With writing, my rewards tend to be simple and intuitive. If I met my word count for the day, my goal is nothing more than going to bed with a clean conscience. That's definitely worth something! But I do have one big goal set aside for that fated day I (hopefully!) Sell The Book.
And it's all about the food.
When I sell, I'm going here. The Herbfarm. Home of the nine course, seasonal, themed menu, one dinner seating per night and a celebration of all edibles Northwest. I've been dying to go for donkers years, but I won't allow myself the pleasure until I reach that ultimate publishing dream. Until then, I'll gaze longingly at the themes (Copper River Salmon! The Great Northwest Barbecue! The Uber Tuber!) in between meeting those daily word counts.
What are your writing rewards? Check out YAHighway to play along with our Road Trip Wednesday.

With writing, my rewards tend to be simple and intuitive. If I met my word count for the day, my goal is nothing more than going to bed with a clean conscience. That's definitely worth something! But I do have one big goal set aside for that fated day I (hopefully!) Sell The Book.
And it's all about the food.
When I sell, I'm going here. The Herbfarm. Home of the nine course, seasonal, themed menu, one dinner seating per night and a celebration of all edibles Northwest. I've been dying to go for donkers years, but I won't allow myself the pleasure until I reach that ultimate publishing dream. Until then, I'll gaze longingly at the themes (Copper River Salmon! The Great Northwest Barbecue! The Uber Tuber!) in between meeting those daily word counts.
What are your writing rewards?
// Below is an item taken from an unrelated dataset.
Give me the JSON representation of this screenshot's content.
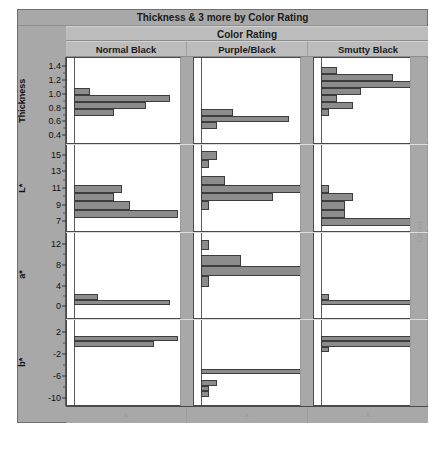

Check out YAHighway to play along with our Road Trip Wednesday.
Published on May 18, 2011 00:09
March 22, 2011
File Under . . .
. . . Sightings of Supreme Awesomeness at One of the Best Bookstores EVER (the University Bookstore in Seattle, for those not in the know)!
Magical rainbow of book brilliance.
Huh, *this* books looks pretty damn awesome. I think . . . yes, yes, I'm going to BUY it!Do you have YOUR copy of Kirsten Hubbard's Like Mandarin, yet?


Published on March 22, 2011 20:34
March 14, 2011
On Choosing Your Food
This video struck me for a number of reasons: Food politics are an issue very close to my heart, homeschooling is an issues very close to my heart, and awesome teens (pre, in this case!) are very close to my heart. I think he presents his material in a concise, easy to understand manner. And really, how many adults would be terrified to give that presentation? Kudos to you, Birke!
Published on March 14, 2011 12:16
March 9, 2011
Road Trip Wednesday: I Would Do Anything . . .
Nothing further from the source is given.